§ **Required work**
If a line in the entries below includes "header", show that line.

─── Data to use ───

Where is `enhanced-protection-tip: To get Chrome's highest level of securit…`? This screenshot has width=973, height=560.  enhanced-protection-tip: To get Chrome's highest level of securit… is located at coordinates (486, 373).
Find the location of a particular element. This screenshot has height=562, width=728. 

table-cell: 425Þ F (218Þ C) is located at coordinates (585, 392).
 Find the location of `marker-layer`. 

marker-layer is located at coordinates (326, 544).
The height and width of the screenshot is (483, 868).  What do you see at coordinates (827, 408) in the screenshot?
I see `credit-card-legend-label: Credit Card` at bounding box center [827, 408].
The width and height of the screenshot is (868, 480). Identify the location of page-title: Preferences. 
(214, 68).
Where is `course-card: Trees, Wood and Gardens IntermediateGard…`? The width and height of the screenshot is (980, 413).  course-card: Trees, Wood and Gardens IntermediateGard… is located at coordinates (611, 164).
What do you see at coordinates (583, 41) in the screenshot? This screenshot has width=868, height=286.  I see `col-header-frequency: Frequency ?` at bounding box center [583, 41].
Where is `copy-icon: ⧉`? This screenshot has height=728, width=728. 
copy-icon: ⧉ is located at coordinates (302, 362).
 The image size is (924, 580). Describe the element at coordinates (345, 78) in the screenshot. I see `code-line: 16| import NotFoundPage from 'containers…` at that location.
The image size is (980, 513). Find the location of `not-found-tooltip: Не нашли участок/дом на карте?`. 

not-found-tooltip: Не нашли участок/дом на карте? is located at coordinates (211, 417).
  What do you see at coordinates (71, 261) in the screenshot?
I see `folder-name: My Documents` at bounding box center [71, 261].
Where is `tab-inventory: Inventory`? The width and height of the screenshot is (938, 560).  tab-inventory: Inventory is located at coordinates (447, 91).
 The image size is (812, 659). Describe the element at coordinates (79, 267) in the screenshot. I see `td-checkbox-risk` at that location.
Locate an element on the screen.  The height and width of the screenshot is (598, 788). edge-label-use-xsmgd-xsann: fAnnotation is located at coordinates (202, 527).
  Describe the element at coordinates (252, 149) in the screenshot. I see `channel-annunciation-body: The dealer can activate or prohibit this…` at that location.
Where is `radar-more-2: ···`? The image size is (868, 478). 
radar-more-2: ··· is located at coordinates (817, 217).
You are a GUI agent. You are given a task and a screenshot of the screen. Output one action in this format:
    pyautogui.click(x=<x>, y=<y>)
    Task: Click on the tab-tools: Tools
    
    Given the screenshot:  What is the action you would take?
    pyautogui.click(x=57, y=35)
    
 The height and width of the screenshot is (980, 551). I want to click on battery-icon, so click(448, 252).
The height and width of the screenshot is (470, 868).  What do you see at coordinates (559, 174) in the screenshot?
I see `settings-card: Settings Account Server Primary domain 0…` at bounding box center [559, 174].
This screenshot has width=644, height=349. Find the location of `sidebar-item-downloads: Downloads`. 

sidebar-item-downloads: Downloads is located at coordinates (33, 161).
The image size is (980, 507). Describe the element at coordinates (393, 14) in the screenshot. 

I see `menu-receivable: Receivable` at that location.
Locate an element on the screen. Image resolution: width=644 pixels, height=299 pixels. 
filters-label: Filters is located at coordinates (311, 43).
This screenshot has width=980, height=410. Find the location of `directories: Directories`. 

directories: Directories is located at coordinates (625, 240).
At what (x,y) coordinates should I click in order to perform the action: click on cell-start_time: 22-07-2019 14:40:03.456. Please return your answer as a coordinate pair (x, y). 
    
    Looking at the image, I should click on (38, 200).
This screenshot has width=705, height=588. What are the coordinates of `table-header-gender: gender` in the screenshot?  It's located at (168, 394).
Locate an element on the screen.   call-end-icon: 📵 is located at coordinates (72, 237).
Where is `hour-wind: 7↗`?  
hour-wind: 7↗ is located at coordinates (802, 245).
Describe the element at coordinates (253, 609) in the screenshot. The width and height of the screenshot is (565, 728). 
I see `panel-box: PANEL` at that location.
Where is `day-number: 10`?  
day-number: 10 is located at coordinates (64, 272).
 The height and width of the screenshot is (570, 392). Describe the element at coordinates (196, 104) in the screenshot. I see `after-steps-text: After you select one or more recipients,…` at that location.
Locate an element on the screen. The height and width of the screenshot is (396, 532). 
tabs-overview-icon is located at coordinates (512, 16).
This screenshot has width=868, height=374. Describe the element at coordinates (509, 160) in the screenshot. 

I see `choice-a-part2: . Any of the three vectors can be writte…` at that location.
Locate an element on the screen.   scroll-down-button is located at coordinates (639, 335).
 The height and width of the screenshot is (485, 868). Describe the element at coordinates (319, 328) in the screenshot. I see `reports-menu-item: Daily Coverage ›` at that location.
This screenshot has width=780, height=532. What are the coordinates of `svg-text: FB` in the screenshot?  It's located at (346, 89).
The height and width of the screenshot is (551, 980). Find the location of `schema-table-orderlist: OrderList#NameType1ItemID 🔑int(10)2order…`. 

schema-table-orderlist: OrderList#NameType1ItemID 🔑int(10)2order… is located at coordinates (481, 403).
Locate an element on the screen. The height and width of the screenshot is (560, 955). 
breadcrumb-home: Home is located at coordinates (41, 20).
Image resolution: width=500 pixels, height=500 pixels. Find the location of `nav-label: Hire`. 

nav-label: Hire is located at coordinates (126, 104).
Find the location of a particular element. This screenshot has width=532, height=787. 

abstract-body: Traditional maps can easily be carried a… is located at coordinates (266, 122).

───

§ **Finished exercise**
What do you see at coordinates (583, 41) in the screenshot? This screenshot has width=868, height=286.  I see `col-header-frequency: Frequency ?` at bounding box center [583, 41].
This screenshot has width=705, height=588. What are the coordinates of `table-header-gender: gender` in the screenshot?  It's located at (168, 394).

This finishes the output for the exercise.